Cartaya’s portrayal of Emilia’s ADHD is one of the most praised aspects of the book among readers with the diagnosis and among educators who work with neurodivergent students. He depicts ADHD neither as a superpower nor as a tragedy but as a real feature of how Emilia’s mind works: the genuine difficulty of sustaining attention when it is demanded, the frustration of feeling out of step with school’s expectations, and the specific gift of a mind that makes unexpected connections and notices what others miss. Emilia’s ADHD is central to the plot — it is precisely her kind of attention that makes her the right person to uncover her town’s buried history. Many children with ADHD have reported feeling accurately and sympathetically represented for the first time by this novel.
What is a sundown town?
A sundown town was a community — particularly common in the American South and Midwest — that used laws, threats, and violence to exclude Black residents and enforce the rule that Black people had to leave town before sundown or face severe consequences. Sundown towns were far more widespread than most Americans realize: historian James Loewen documented thousands of them across the country in his book Sundown Towns. In the novel, Emilia’s research reveals that Merryville was a sundown town — that Black families were driven out through violence, and that this history has been deliberately suppressed. The novel uses this history to explore how a community’s present is shaped by what it is willing and unwilling to remember about its past.

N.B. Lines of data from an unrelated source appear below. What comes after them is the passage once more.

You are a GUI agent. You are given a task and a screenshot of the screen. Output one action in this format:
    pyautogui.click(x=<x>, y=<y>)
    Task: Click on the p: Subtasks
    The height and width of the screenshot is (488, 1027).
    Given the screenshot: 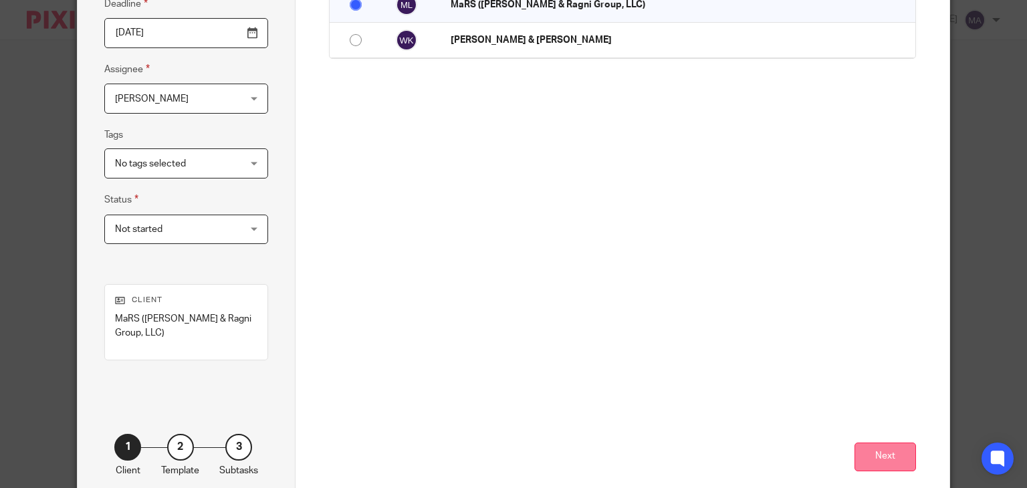 What is the action you would take?
    pyautogui.click(x=239, y=471)
    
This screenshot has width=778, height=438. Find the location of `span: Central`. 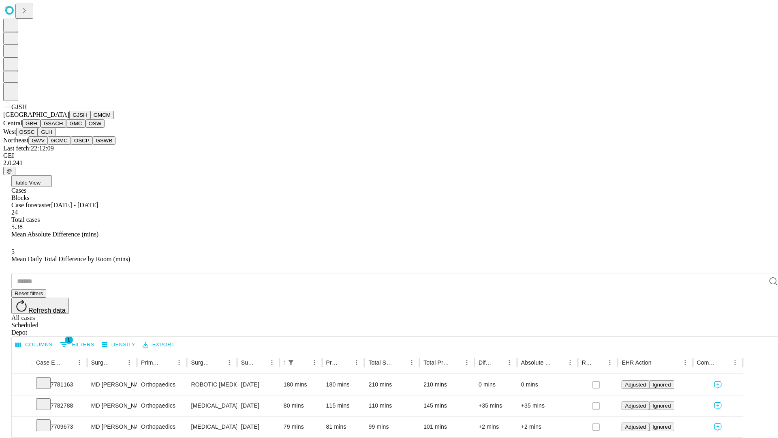

span: Central is located at coordinates (13, 123).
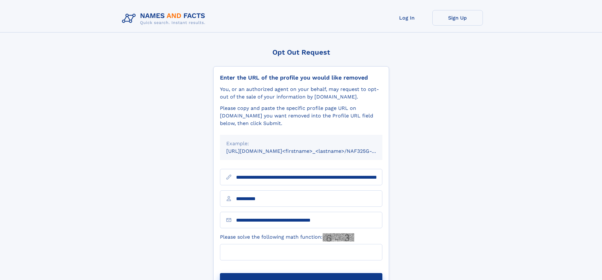 The width and height of the screenshot is (602, 280). Describe the element at coordinates (407, 18) in the screenshot. I see `a: Log In` at that location.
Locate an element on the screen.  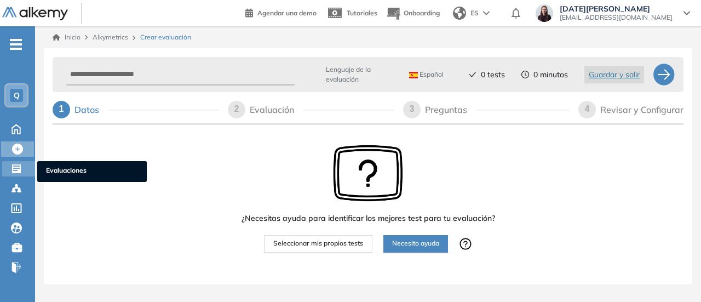
div: Evaluación is located at coordinates (276, 110).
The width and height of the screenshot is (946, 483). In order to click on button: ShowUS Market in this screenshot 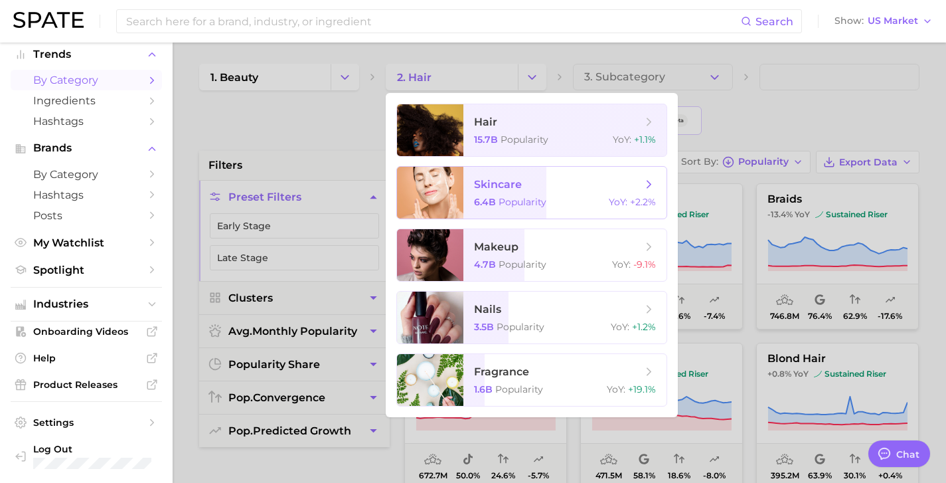, I will do `click(883, 21)`.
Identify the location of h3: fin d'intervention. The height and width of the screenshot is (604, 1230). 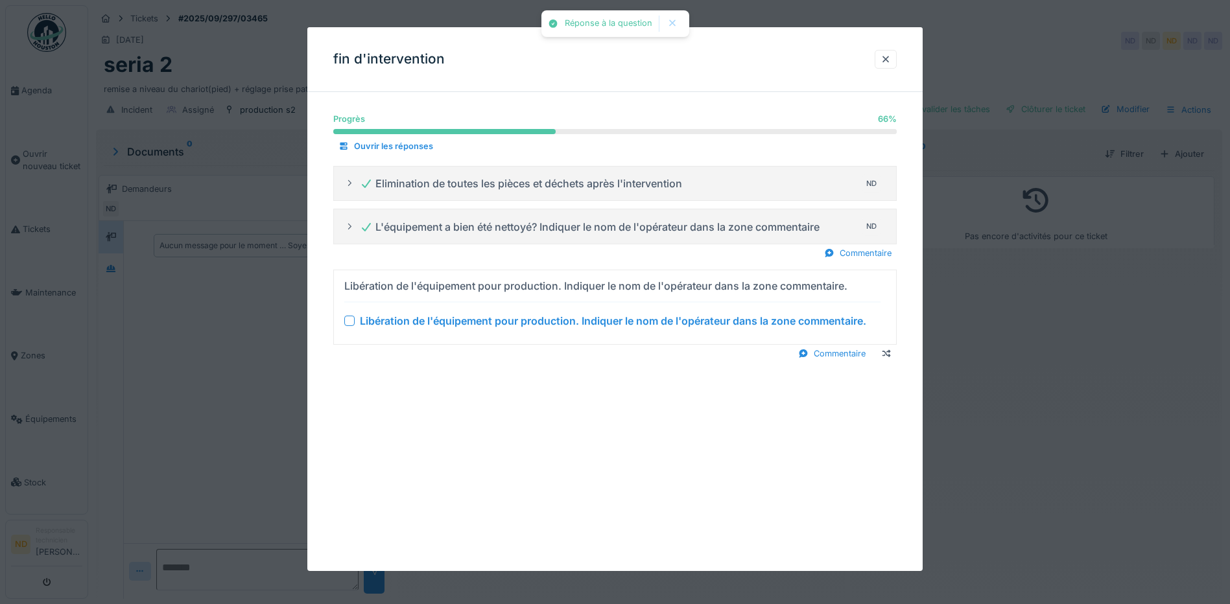
(389, 59).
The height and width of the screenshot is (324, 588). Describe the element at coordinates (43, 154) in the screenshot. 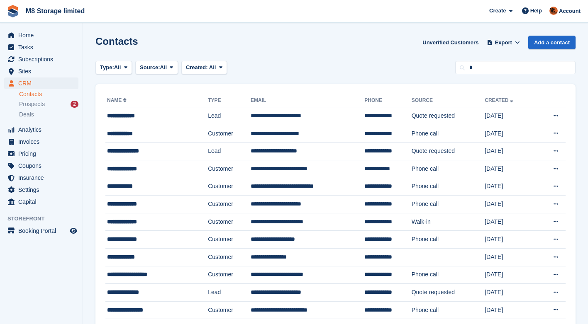

I see `span: Pricing` at that location.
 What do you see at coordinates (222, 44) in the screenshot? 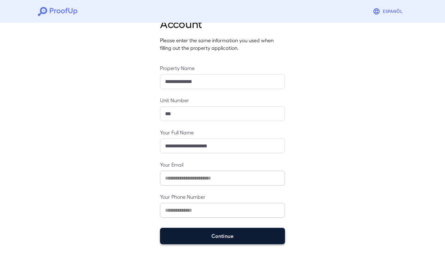
I see `p: Please enter the same information you used when filling out the property application.` at bounding box center [222, 44].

Why does Emilia’s father seem so different when he comes home?
Emilia’s father is struggling with PTSD — post-traumatic stress disorder — following his third military deployment. PTSD is a real and common condition among veterans that can cause emotional withdrawal, difficulty connecting with family, sleep disturbances, and other symptoms that affect family life significantly. The novel depicts his experience honestly and without sensationalism, showing a family navigating the gap between the father who left and the man who returned, and working slowly toward understanding and healing. For families with a veteran parent, this thread of the novel can be a valuable and validating entry point for conversations about what service members carry home.
What grade is Each Tiny Spark typically assigned in?
Each Tiny Spark is most commonly assigned in grades 4, 5, and 6, both as independent reading and as a class text. It is particularly well suited to units on local history, oral history projects, ADHD and neurodiversity, or immigration and Latino identity. Its oral history framework makes it a natural scaffold for classroom projects in which students interview community elders about local history — an assignment that mirrors Emilia’s own project in the novel.
What is the significance of the title Each Tiny Spark?
The title refers to the idea that change — in a community, in a family, in a person — does not happen all at once but through small acts: each tiny spark of honesty, each small courageous choice to listen, each individual decision to remember rather than forget. The image of sparks runs through the novel as a metaphor for the kind of incremental, patient work that healing and justice require. It is also an image that suits Emilia herself — a girl whose mind fires in quick, bright, scattered directions, who is herself a kind of spark looking for the right material to catch.
Is Each Tiny Spark part of a series?
No. Each Tiny Spark is a standalone novel with a complete, self-contained story. Pablo Cartaya’s other novels — The Epic Fail of Arturo Zamora and Marcus Vega Doesn’t Speak Spanish — are not sequels but are thematically related: all three feature Latino protagonists navigating questions of identity, family, and community. Readers who love Each Tiny Spark are likely to enjoy both.
What is the Pura Belprรฉ Award?
The Pura Belprรฉ Award is given by the American Library Association to Latino writers and illustrators whose work best portrays and celebrates the Latino cultural experience in literature for young people. It is named for Pura Belprรฉ, the first Latina librarian at the New York Public Library, who was a pioneering storyteller and advocate for Latino children’s literature. Each Tiny Spark received a Pura Belprรฉ Honor in 2020, recognizing it as among the year’s most distinguished works celebrating Latino identity and experience for young readers.